Perusing my favorite home for wayward scholars, poets, and wannabe political pundits this morning, I came across this post. I don’t know about the rest of you, but my adolescence had a number of similar moments.
While I was in high school, I worked for several years at a local roller rink. It was the perfect job, really – I got to skate free whenever I wanted, the work was easy, and for some peculiar reason the girls really seemed to dig the bright orange vest and whistle. I mean, REALLY dig it. During the summer, work at the attached waterslide produced an absolutely stunning tan (I’ll let you know when the melanoma shows up). My employment there put me into an entirely different league, so far as the dating scene went.
So, I’m sixteen and skating there one night, and a girl I’d been seeing steadily shows up with her friend – who also happened to be dating my friend. It seemed natural enough to give him a call, and ask him to join us – so we left to pick him up. I skated out to the parking lot, and his girlfriend started begging to drive. Figuring it gave me a good excuse to ride with my date on my lap, I tossed her the keys.
My friend lives, oh, maybe eight miles away. The trip is going fine, we’re all laughing, my girlfriend is indeed riding on my lap, in the passenger seat – a perfect moment. The driver tells a joke, starts to laugh, and I say, “There’s a stop sign up there.” She’s too busy laughing, so I say louder, “Watch out for the stop sign. There’s a stop sign!” Then, I see the truck headed for the intersection from the left.
Moments like this one are eerily reminiscent of those movies they used to scare us with in Driver’s Education. Time really does slow, and you snap into the surreal. I yell “Stop!” She looks up, sees the truck, and (get this) – throws her hand in the air and screams! We hit the truck doing about 30 – the truck was going about forty.
So, my hot little VW Rabbit (totaled – as was the truck) is reeling slowly away, and I yell at her to brake. She screams “I am, I am!” But we’re not slowing at all; I look down and she’s pumping the clutch. We roll casually through the intersection (while I yank the emergency brake with no discernable effect), across some guy’s lawn, and hit his truck (truck number two) right behind the driver’s side door – right where the frame would be most damaged.
I open my door, go sprawling out onto the grass, and the guy comes out of his house, takes one look at me, and says, disgusted, “Roller skates! He was wearing roller skates!”
His mistake in identifying me as the driver caused some trouble, later, but not as much as the discovery that the girl driving was only fifteen (who knew?). My girlfriend? She broke up with me two weeks later – while I was lying in bed with a concussion (another story).
My father, capable of being an intensely judgmental and disapproving man, came to the scene, ascertained everyone was all right, worked out all the arrangements with the police, other driver, and man whose truck we’d impolitely rammed while parked innocuously in his driveway. He never yelled at me – even when he found out about the girl’s age – and he didn’t really punish me. It was his brightest moment as my father, really – he understood that lowering the boom on me, when I was already traumatized, would only make matters worse. He took the opportunity instead to model how such matters are best handled. It’s a lesson I took to heart.
My answer to the question at hand, by the way, is that I would certainly not lie for my son. The world is a scary place, but our fear of catastrophe so often outweighs the reality of actual challenges, and undermines out ability to effectively cope with disaster. By encouraging my teenage son to retreat from responsibility, I’d be teaching him a powerful lesson about the manner in which crises should be handled – a lesson I don’t want him to learn, least of all from me. What I would do is help him navigate it – be with him while we talked to police and insurance agents, hire an attorney if need be, and help him find ways to cope with the consequences.
Because that’s how you support the ones you love in difficult times – by encouraging or facilitating an accurate assessment and effective response that neither exaggerates the scope of the crisis, nor minimizes it.
Thanks dad.
4 comments:
great story. thanks for posting it.
Have you told your dad this? Print it out and put it in a Christmas card or something. It's a great story, and it will make him happy.
Thanks, DC - that's a great suggestion.
He's impossible to buy for, anyway.
just curious: did you take dawn's suggestion?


Restate all of the entries exactly. Any picture in them should be skipped.

(Beginning of Data in this exercise)

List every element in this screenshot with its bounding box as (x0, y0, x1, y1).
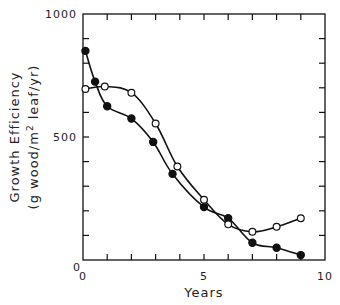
y-tick-1000: 1000 (45, 8, 77, 21)
open-circle-marker (82, 86, 89, 93)
open-circle-marker (225, 221, 232, 228)
filled-circle-marker (82, 47, 89, 54)
open-circle-marker (152, 120, 159, 127)
y-tick-500: 500 (53, 131, 77, 144)
open-circle-marker (297, 215, 304, 222)
x-tick-10: 10 (317, 270, 333, 283)
series-line (85, 51, 300, 255)
filled-circle-marker (150, 138, 157, 145)
chart: 0 5 10 1000 500 0 Years Growth Efficienc… (0, 0, 340, 305)
y-axis-title-line2: (g wood/m2 leaf/yr) (25, 65, 41, 210)
series-filled (82, 47, 305, 258)
open-circle-marker (128, 89, 135, 96)
series-line (85, 86, 300, 231)
open-circle-marker (201, 196, 208, 203)
y-axis-title-line1: Growth Efficiency (7, 71, 22, 202)
filled-circle-marker (273, 244, 280, 251)
y-axis-title: Growth Efficiency (g wood/m2 leaf/yr) (7, 65, 41, 210)
open-circle-marker (249, 228, 256, 235)
filled-circle-marker (297, 251, 304, 258)
data-series (82, 47, 305, 258)
x-axis-title: Years (183, 285, 223, 300)
x-tick-5: 5 (200, 270, 208, 283)
y-tick-labels: 1000 500 0 (45, 8, 81, 274)
filled-circle-marker (92, 78, 99, 85)
y-tick-0: 0 (73, 261, 81, 274)
filled-circle-marker (169, 170, 176, 177)
filled-circle-marker (200, 204, 207, 211)
filled-circle-marker (104, 103, 111, 110)
open-circle-marker (174, 163, 181, 170)
x-tick-labels: 0 5 10 (79, 270, 333, 283)
open-circle-marker (273, 223, 280, 230)
series-open (82, 83, 304, 235)
filled-circle-marker (128, 115, 135, 122)
open-circle-marker (101, 83, 108, 90)
filled-circle-marker (249, 239, 256, 246)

(End of Data in this exercise)

# [Solved problem]
List every element in this screenshot with its bounding box as (x0, y0, x1, y1).
y-tick-1000: 1000 (45, 8, 77, 21)
open-circle-marker (82, 86, 89, 93)
open-circle-marker (225, 221, 232, 228)
filled-circle-marker (82, 47, 89, 54)
open-circle-marker (152, 120, 159, 127)
y-tick-500: 500 (53, 131, 77, 144)
open-circle-marker (297, 215, 304, 222)
x-tick-10: 10 (317, 270, 333, 283)
series-line (85, 51, 300, 255)
filled-circle-marker (150, 138, 157, 145)
chart: 0 5 10 1000 500 0 Years Growth Efficienc… (0, 0, 340, 305)
y-axis-title-line2: (g wood/m2 leaf/yr) (25, 65, 41, 210)
series-filled (82, 47, 305, 258)
open-circle-marker (128, 89, 135, 96)
series-line (85, 86, 300, 231)
open-circle-marker (201, 196, 208, 203)
y-axis-title-line1: Growth Efficiency (7, 71, 22, 202)
filled-circle-marker (273, 244, 280, 251)
y-axis-title: Growth Efficiency (g wood/m2 leaf/yr) (7, 65, 41, 210)
open-circle-marker (249, 228, 256, 235)
filled-circle-marker (297, 251, 304, 258)
data-series (82, 47, 305, 258)
x-axis-title: Years (183, 285, 223, 300)
x-tick-5: 5 (200, 270, 208, 283)
y-tick-labels: 1000 500 0 (45, 8, 81, 274)
filled-circle-marker (92, 78, 99, 85)
y-tick-0: 0 (73, 261, 81, 274)
filled-circle-marker (169, 170, 176, 177)
filled-circle-marker (200, 204, 207, 211)
filled-circle-marker (104, 103, 111, 110)
open-circle-marker (174, 163, 181, 170)
x-tick-labels: 0 5 10 (79, 270, 333, 283)
open-circle-marker (273, 223, 280, 230)
series-open (82, 83, 304, 235)
filled-circle-marker (128, 115, 135, 122)
open-circle-marker (101, 83, 108, 90)
filled-circle-marker (249, 239, 256, 246)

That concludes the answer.